Another thing I learned early in life was responsibility. I started a family while still very young myself. That experience forced me to mature quickly and confront realities I was not yet emotionally prepared for. Like many young people trying to grow up quickly, I made decisions I would later understand differently with age and experience.

Yet despite my mistakes, my parents continued supporting me while I tried to carry my own responsibilities as well. As I grew older, I began appreciating the importance of guidance, patience, and family support far more deeply. This is something I wish more people understood about today’s generation.

Sometimes older generations criticize Gen Z too quickly without fully recognizing the world they inherited. Previous generations worried primarily about survival and stability. Today’s graduates must also navigate constant comparison, digital visibility, economic uncertainty, rapid technological change, and the pressure to appear successful before they have even fully discovered themselves.

Every generation faces different forms of uncertainty. This generation simply faces them in a far more connected, visible, and rapidly changing world. The next 25 years of our country will depend heavily on how this generation leads, builds, creates, and shapes communities. Instead of dismissing them, we should invest more in helping them succeed.

Another important chapter of my life began when I entered freelancing in the mid-1990s, long before remote work and digital careers became common. There were days when the only money left in my wallet was enough for transportation.

I walked long distances to save money and stretched every peso as much as I could. Those walks gave me too much time to think about fear, survival, ambition, and the kind of person I was becoming.

Financial pressure can quietly shape people in ways they do not always recognize immediately. When people are emotionally exhausted or uncertain about their future, they sometimes make decisions based only on fear, instinct, or immediate survival.

Looking back now, there are decisions and behaviors I regret. There were moments when I relied too heavily on instinct instead of wisdom.

But perhaps one advantage today’s graduates have is access to resources many previous generations did not always have. Young people today can learn almost anything online. They can access mentors, communities, AI tools, global networks, and opportunities from almost anywhere. The digital economy has fundamentally changed the meaning of opportunity.

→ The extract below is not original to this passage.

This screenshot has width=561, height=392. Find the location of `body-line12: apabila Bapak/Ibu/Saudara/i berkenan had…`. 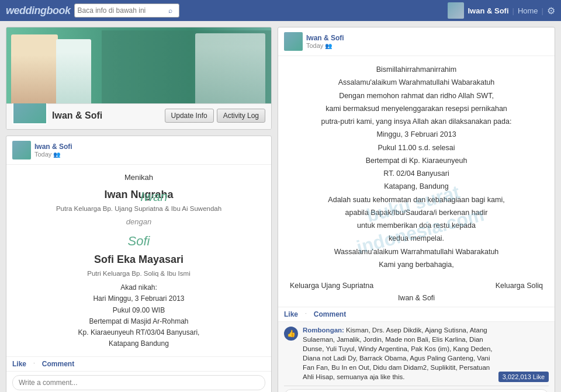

Years ago, where you lived often determined your future. If you came from the province, people often assumed your opportunities were limited. But today, your skills are no longer local.

A graduate in the country can now work remotely for international companies, build online businesses, manage digital campaigns, create content, launch startups, or offer AI-assisted services from anywhere. That shift is powerful.

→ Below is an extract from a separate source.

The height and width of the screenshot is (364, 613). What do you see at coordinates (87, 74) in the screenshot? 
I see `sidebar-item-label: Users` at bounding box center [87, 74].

But technical skills alone are no longer enough. In the age of AI, the people who thrive will not necessarily be those who know the most. They will be the ones who continue adapting, learning, communicating, solving problems, and building meaningful relationships.

One of the greatest lessons life has taught me is the importance of investing in people and relationships. When I look back at my own journey, many of the opportunities and support systems that helped me survive difficult periods came through relationships. Not because I was personally close to everyone, but because some people remembered who I was, what I stood for, and how I treated others.

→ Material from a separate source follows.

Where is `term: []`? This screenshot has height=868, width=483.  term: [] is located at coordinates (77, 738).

Titles eventually fade. Industries change. Technology evolves. But character, integrity, and relationships continue to matter. In a world increasingly shaped by automation and artificial intelligence, human connection may become even more valuable, not less.

Graduates today are entering a difficult world, but they are also entering a world filled with possibilities that previous generations could not even imagine. I hope they continue learning long after graduation. I hope they remain adaptable. I hope they learn how to use technology responsibly and ethically. And I hope they continue believing in their ability to create opportunities not only for themselves, but also for their families, communities, and the country.

Perhaps the greatest mistake we can make is expecting young people to enter an uncertain future without guidance, patience, or hope. Every generation inherits unfinished problems.

But every generation also carries the possibility of building something better. I still believe this one can.